◆ Activity ◆
Beginning with the first line of the data below, extract each line up to and including the one containing "This screenshot has height=540, width=720.". Copy them exactly and add nothing.

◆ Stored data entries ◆
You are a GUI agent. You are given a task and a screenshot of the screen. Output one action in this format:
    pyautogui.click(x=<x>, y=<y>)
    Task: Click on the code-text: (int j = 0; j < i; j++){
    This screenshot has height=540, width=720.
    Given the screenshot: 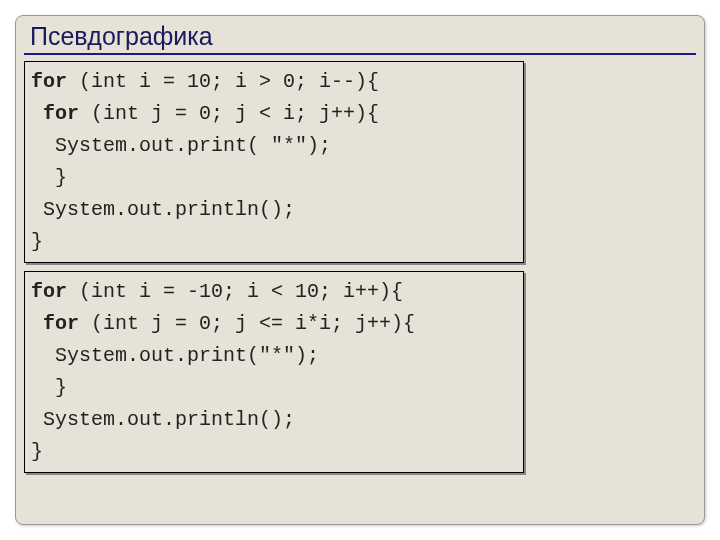 What is the action you would take?
    pyautogui.click(x=229, y=114)
    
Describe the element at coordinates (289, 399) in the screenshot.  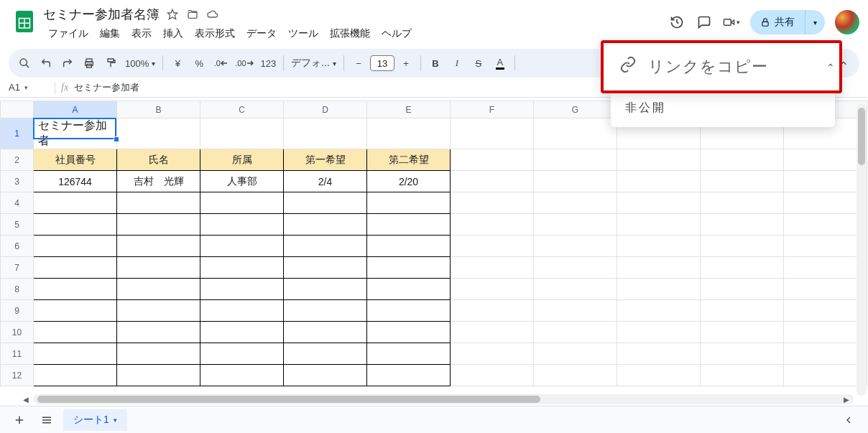
I see `hscroll-thumb` at that location.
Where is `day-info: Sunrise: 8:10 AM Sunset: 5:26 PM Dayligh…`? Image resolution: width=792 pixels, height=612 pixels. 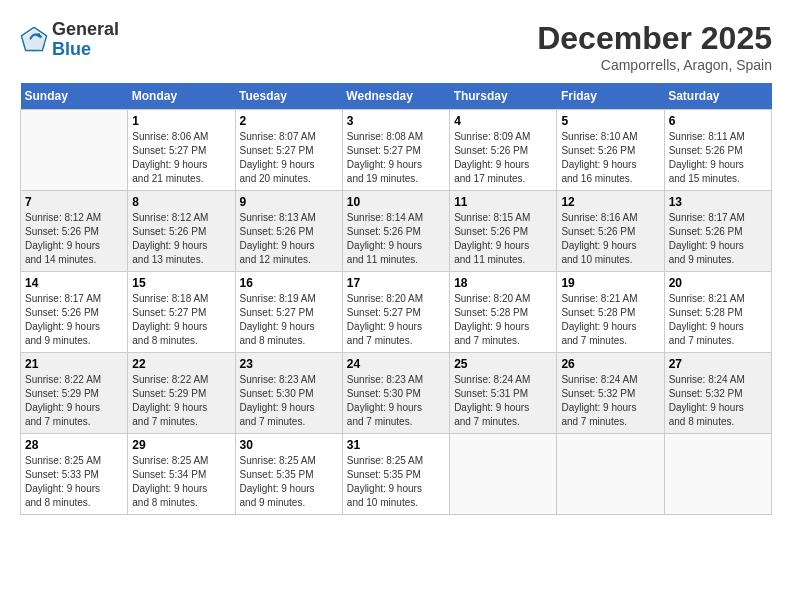 day-info: Sunrise: 8:10 AM Sunset: 5:26 PM Dayligh… is located at coordinates (610, 158).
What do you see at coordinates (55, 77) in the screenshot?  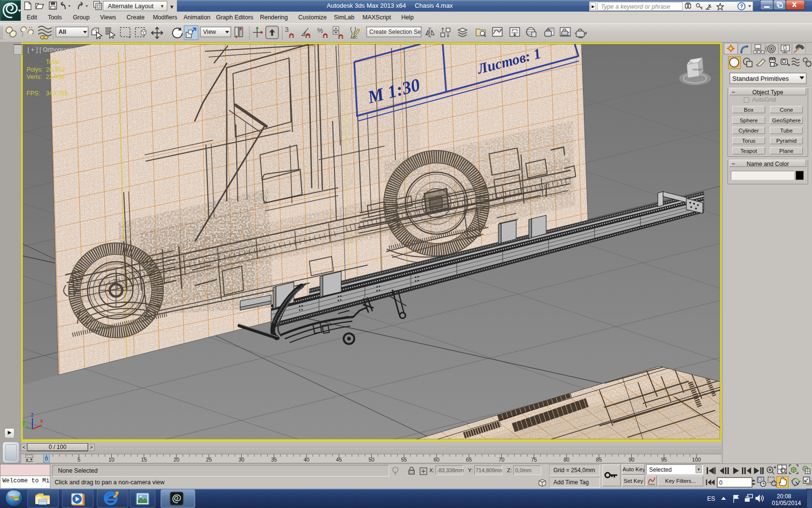 I see `svg-text: 22,656` at bounding box center [55, 77].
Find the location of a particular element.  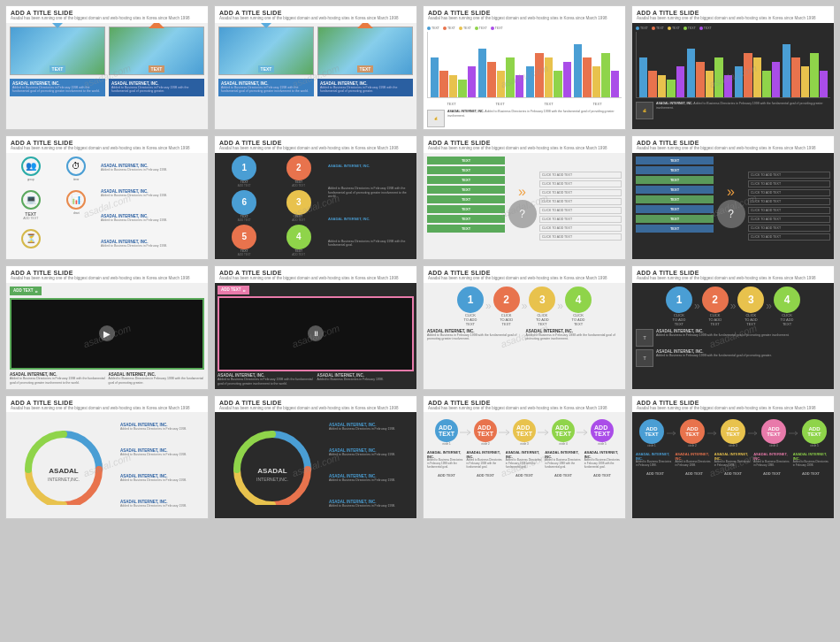

slide-card-14: ADD A TITLE SLIDE Asadal has been runnin… is located at coordinates (316, 458).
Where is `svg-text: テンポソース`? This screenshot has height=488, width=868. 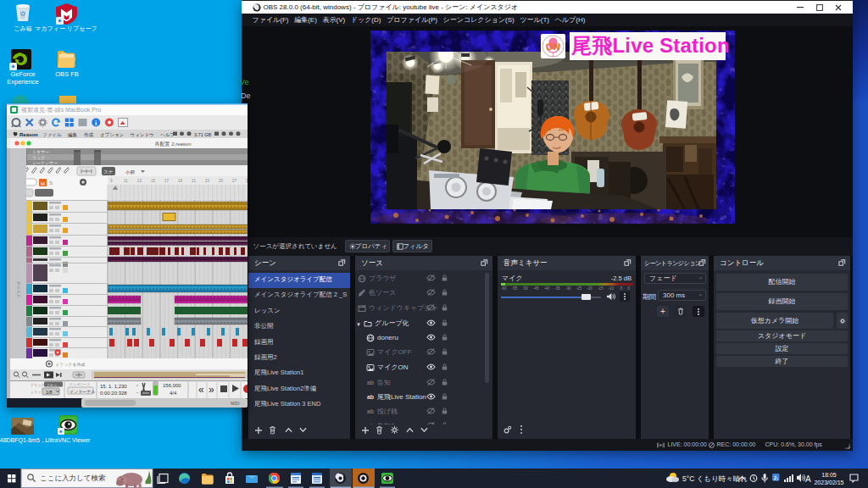
svg-text: テンポソース is located at coordinates (80, 385).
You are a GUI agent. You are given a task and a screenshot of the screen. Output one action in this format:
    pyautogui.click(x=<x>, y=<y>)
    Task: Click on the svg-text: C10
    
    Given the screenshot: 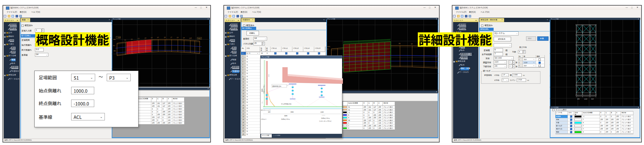 What is the action you would take?
    pyautogui.click(x=191, y=38)
    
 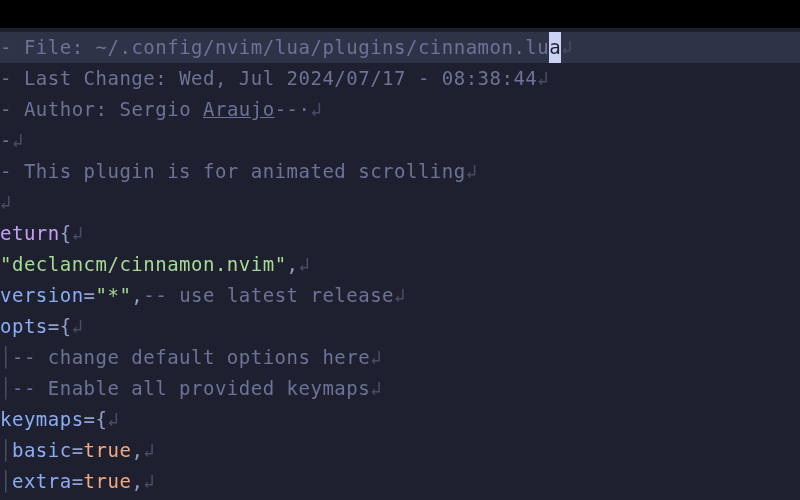 I want to click on line-last-change: - Last Change: Wed, Jul 2024/07/17 - 08:…, so click(x=400, y=78).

◆ Written reply ◆
You are a GUI agent. You are given a task and a screenshot of the screen. Output one action in this format:
    pyautogui.click(x=<x>, y=<y>)
    Task: Click on the code-text: (int j = 0; j < i; j++){
    This screenshot has height=540, width=720.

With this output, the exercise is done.